The truth is, this is a tough issue that pits things we value as a society against things we value as a society.

We have reached a point in the gay rights debate where all the low-hanging fruit has been picked. We are now entering into the zero-sum game phase of the debate, where gay rights and religious liberty must collide. (In other words, the cake is only so big. If you take a piece, you are guaranteeing the other guy has less cake.)

So who’s right? My guess is one could guarantee public opinion is on either side of the issue, depending on how you frame the question. If, for example, you were to ask someone whether or not “businesses should be allowed to deny services to same-sex couples,” the answer would, of course, be “no.”

On the other hand, ask Americans if “government should have the right to forcefully coerce Christians to violate their convictions,” and the answer would also be “no.”
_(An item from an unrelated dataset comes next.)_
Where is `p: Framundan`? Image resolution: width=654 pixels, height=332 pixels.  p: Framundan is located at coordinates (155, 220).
He is probably right that people would answer the question of whether a business has the right to deny services to same-sex couple in the negative, but that’s in part because it’s the wrong question. We might find it utterly distasteful when someone refuses to serve another for bigoted reasons, but we also find it distasteful when others express bigoted opinions. The right to free speech is nevertheless widely acknowledged as protecting their rights to do so. Why are economic rights taken less seriously? So contra Lewis, what we should be asking is whether “business should be allowed to deny services to anyone,” or even whether “exchange should ever be compulsory, instead of voluntary.” These are the questions at the heart of the matter, and these are the questions which too long have been answered incorrectly by government, the courts and even voters.

Saturday

25

January 2014

0

COMMENTS

If Government Healthcare is So Wonderful, Why Are Many Seeking Private Alternatives?

Written by , Posted in Free Markets, Health Care, Welfare & Entitlements

I’ve written before about Canadians having to turn to the private sector in order to receive timely and quality healthcare, despite supposedly having “universal” coverage. Similarly, most Medicare recipients in the U.S. have supplemental plans, despite the almost $600 billion spent on the program in 2013.
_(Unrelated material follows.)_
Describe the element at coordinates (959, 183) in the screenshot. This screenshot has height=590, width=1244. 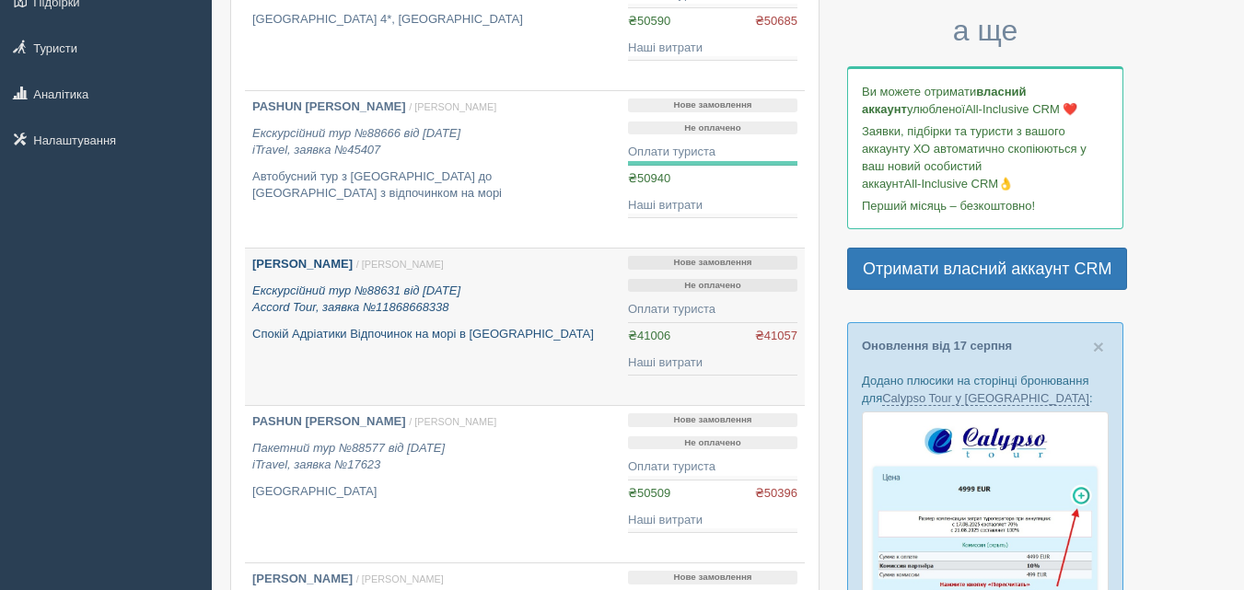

Now it turns out that Sweden, much celebrated for its generous welfare, is seeing growth in private plans due to the long lines – including year-long waits for cancer patients – and inadequate care provided by government:

Sweden, a country famous for a welfare state that has actually been trimmed back substantially in recent years, is experiencing a phenomenon unlikely to bring cheer to those Americans who think the answer to Obamacare’s problems is more government involvement in medicine. Tired of long waits and inadequate care, Swedes increasingly purchase private health insurance policies to gain access to the care the state can’t provide.

Proponents of government-run healthcare routinely point to other nations as proof that central planning can work. But merely pointing to a system that has not yet collapsed is not the same as proving that it can sustain itself. What we are increasingly seeing is that so-called universal healthcare is self-defeating, but its inherent faults sometimes take time to fully metastasize.